It's my three-year wedding anniversary. It's the day my favorite person and I jet off to one of our favorite cities and spend a long weekend being no one but us. It's also the day that I confess a very big thing to you, because it's finally become more tiring keeping it quiet than letting it all hang out.
Here's my baggage, thrown open for the world to see: I've been trying to get pregnant for two years.
Exhale.
Two Junes ago, T and I threw caution to the wind and decided to just see what happens. Of course, nothing did. A long journey began then instead, one much more complicated than we ever expected. All the same, the June of my memories is a month of freewheeling optimism, a month of earnest hope, a month of giddiness. It's almost June again, and so much has changed. Our world is decidedly more measured in its optimism now, our imaginations a little more contained, our hearts a little more tender. But there is hope, always.

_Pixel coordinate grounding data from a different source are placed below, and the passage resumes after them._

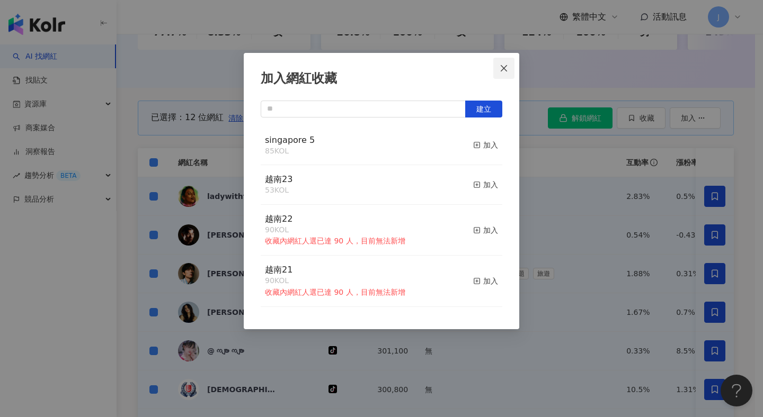 Image resolution: width=763 pixels, height=417 pixels. Describe the element at coordinates (290, 140) in the screenshot. I see `a: singapore 5` at that location.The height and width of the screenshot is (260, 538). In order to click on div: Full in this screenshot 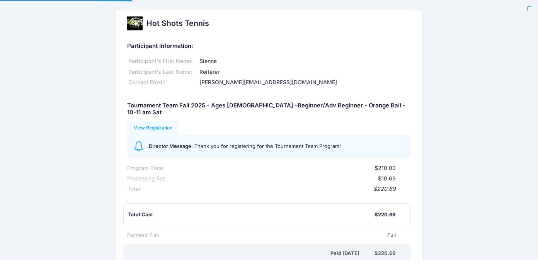, I will do `click(278, 235)`.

There's also been a lot of writing over here, in my quiet moments. Some of it is sad, some of it funny, and some of it just explanatory, captured so I don't forget the details. It's been good for me. When I started writing, the only audience I had in mind was someone besides you guys. The person writing wasn't the me you all know. She's a little more wry, a little more bitter, a little more beaten up. She has something big in common with the me of Freckled Citizen, though: they both hate whining more than anything.
I think it's the fear of coming across as a whiner that's kept me quiet here for so long. With everything I have in my life, who am I to complain about the one thing I'm missing? My mantra that keeps my inner whiner in check is "I am lucky." And I am; I know I am.
I've learned so much about myself in the last two years, so much about my husband, so much about who we are as a couple. I've never been prouder of us. I don't know when we'll overcome infertility, or if we'll overcome infertility, but I know that at the end of the day, I'm still one of the luckiest girls alive. I still wouldn't change a thing.
So if you'll indulge me, I'd like to share some of what I've written here from time to time - The Infertility Diaries, if you will. And whether or not you've ever set foot inside a fertility clinic, I have stories that might interest or amuse you. (The one where I inject myself with hormones at a wedding reception is worth the wait, trust me.) But what I'm offering isn't really entertainment or even for you: it's catharsis, and it's for me.
I'm spending the next few days in New Orleans, where I'll be in my happy place of food, drink, music, and cheer. One of my favorite things about New Orleans has always been the way it wears itself from the inside out, guts splayed open right alongside its picture-perfect facades. It's the perfect city for me to start this new journey, this one where I unzip my insides and wear them openly. Decorum just isn't working for me anymore.
And so it's May 24, and it's a good day. Three years after the fact, and three years from now, too. No matter what.